You received the Spirit of sonship, and by him we cry, “Abba, Father.” (Rm 8:15)
You are my Father, my Daddy, my Papa. You love me and care for me. You make yourself known and call me to commune with you. Grant to me a continual and abiding intimacy with you. Deepen our relationship and let it be said in heaven and on earth that here is one who knows God.
Can you know a computer? How about a factory? Or a theory? Or a process? Of course, the answer is yes. We can know all sorts of things, but knowledge does come in different varieties. It is one thing to know a tree and quite another to know a woman. Personhood adds a dimension to knowledge. When I speak of knowing my daughter Charissa, I am saying something quite different than when I speak of knowing engineering. My knowledge of Charissa has a personal element to it that engineering will never have. That’s because Charissa is a person, and we can know people in a deeper, richer way than we can know curried rice or the World Cup. Personality enriches knowledge. Having said that, I do not mean that we know all people the same. I do not know my cousins the same way I know Charissa, and I do not know the chancellor of Germany the same way I know my cousins. I do not have the same level of intimacy with all people. But because people are people, if the president of Indonesia were in my family, I could know him as well as I know my daughter. In fact, I have no doubt that some people know him that way now.

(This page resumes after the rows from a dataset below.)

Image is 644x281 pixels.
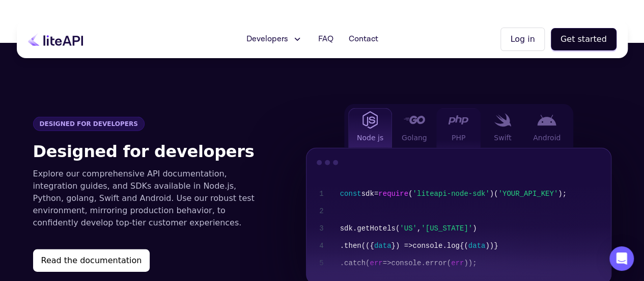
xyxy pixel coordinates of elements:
span: PHP [452,132,465,143]
img: Android [537,115,556,126]
span: ))} [485,241,498,250]
span: ( [408,189,412,198]
h2: Designed for developers [33,139,265,164]
span: err [451,259,464,267]
span: }) => [391,241,412,250]
span: console. [391,259,425,267]
span: sdk [340,225,353,233]
span: => [383,259,392,267]
span: require [378,189,408,198]
img: Swift [494,113,511,127]
span: FAQ [318,33,333,45]
span: Node js [357,132,383,143]
a: Contact [342,29,384,50]
span: Contact [348,33,378,45]
span: ) [490,189,494,198]
button: Log in [501,28,544,51]
button: Get started [551,28,616,50]
span: Golang [402,132,427,143]
span: .getHotels( [353,225,400,233]
span: { [370,241,373,250]
span: Designed for developers [33,117,145,131]
span: console. [412,241,447,250]
span: sdk [361,189,374,198]
span: Android [533,132,561,143]
div: Open Intercom Messenger [610,246,634,271]
span: .then [340,241,361,250]
span: .catch [340,259,365,267]
span: )); [464,259,477,267]
p: Explore our comprehensive API documentation, integration guides, and SDKs available in Node.js, P... [33,167,265,229]
span: = [374,189,378,198]
button: Developers [240,29,308,50]
span: const [340,189,361,198]
span: 'US' [400,225,417,233]
span: {( [460,241,469,250]
a: FAQ [311,29,339,50]
img: PHP [448,115,469,125]
span: , [417,225,421,233]
span: Swift [494,132,511,143]
span: error [425,259,447,267]
span: ( [447,259,451,267]
span: ( [494,189,498,198]
span: ( [365,259,370,267]
span: data [469,241,486,250]
span: ); [558,189,566,198]
span: ) [472,225,477,233]
span: (( [361,241,370,250]
span: 'YOUR_API_KEY' [498,189,558,198]
span: '[US_STATE]' [421,225,472,233]
span: err [370,259,382,267]
img: Golang [403,115,425,124]
button: Read the documentation [33,249,150,272]
span: data [374,241,392,250]
img: Node js [363,111,378,129]
span: 'liteapi-node-sdk' [412,189,489,198]
a: Read the documentation [33,249,265,272]
span: log [447,241,460,250]
span: Developers [246,33,288,45]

When we discuss the attributes of God, it is sometimes easy to get philosophical, but God is not a philosophy. He is a person. God is not the Watchmaker or the Grand Idea or the Great-Spirit-in-the-Sky. He is not a detached force, He is not nature, and He is not the unfeeling ground of all being. He is a distinct person who thinks, feels and wills. His nature is personal just as your dad’s nature is personal. He, thus, desires personal relationship, and He has taken great steps to make Himself known. He loves us and desires our love in return. If it were possible to add wonder to infinity, this truth would do so. The unchanging, infinite, sovereign creator of the universe wants you to know and love Him. He came to the garden and walked with the first pair; He likened Himself to a husband (Hos), a father (Mt 6:9), a friend (Jn 15:15). If we truly understand what prayer is all about, we know that it requires a personal God. God wants us to communicate with Him, not because He needs to know something but because He wants relationship. The Incarnation was a relational move. God became man because God wanted to reconcile the world to Himself (II Cor 5:18-19). God became man because God wanted a face to face. God became man because God wanted to restore communion. God is our Abba, our Father, our Daddy. He wants us to be family, not just observers or workers.
I recall a speaker telling about a time when he had traveled to Israel. He was at the airport and was passing by the place where plane passengers filtered out into the public. Two young children, maybe four and six, recognized their dad returning home. They ran up to him shouting “Abba! Abba!” and jumped into his arms. With God, we are those small children, and He delights to see us run to Him and jump into His arms. Indeed, we, too, find no greater joy than to revel in our God.
We long for a close relationship with our Father. We were made for such a relationship because we were made in the image of that Father. We are relational creatures by creation. It is relationship that gives depth and meaning to life, and it is relationship with God that gives ultimacy to life. People who live for their gardens, their research, the next drink or the next deal are to be pitied. They have sacrificed relationship for something that will never deliver. But people who live for their spouse or children are equally to be pitied, for they have sacrificed the ultimate relationship for something lesser. Human relationships are wonderful. Good ones give us a taste of heaven, but they can give only a taste; they were never meant to be the full meal. It is in God that the soul will truly get to feast, and it is His great pleasure to set the table.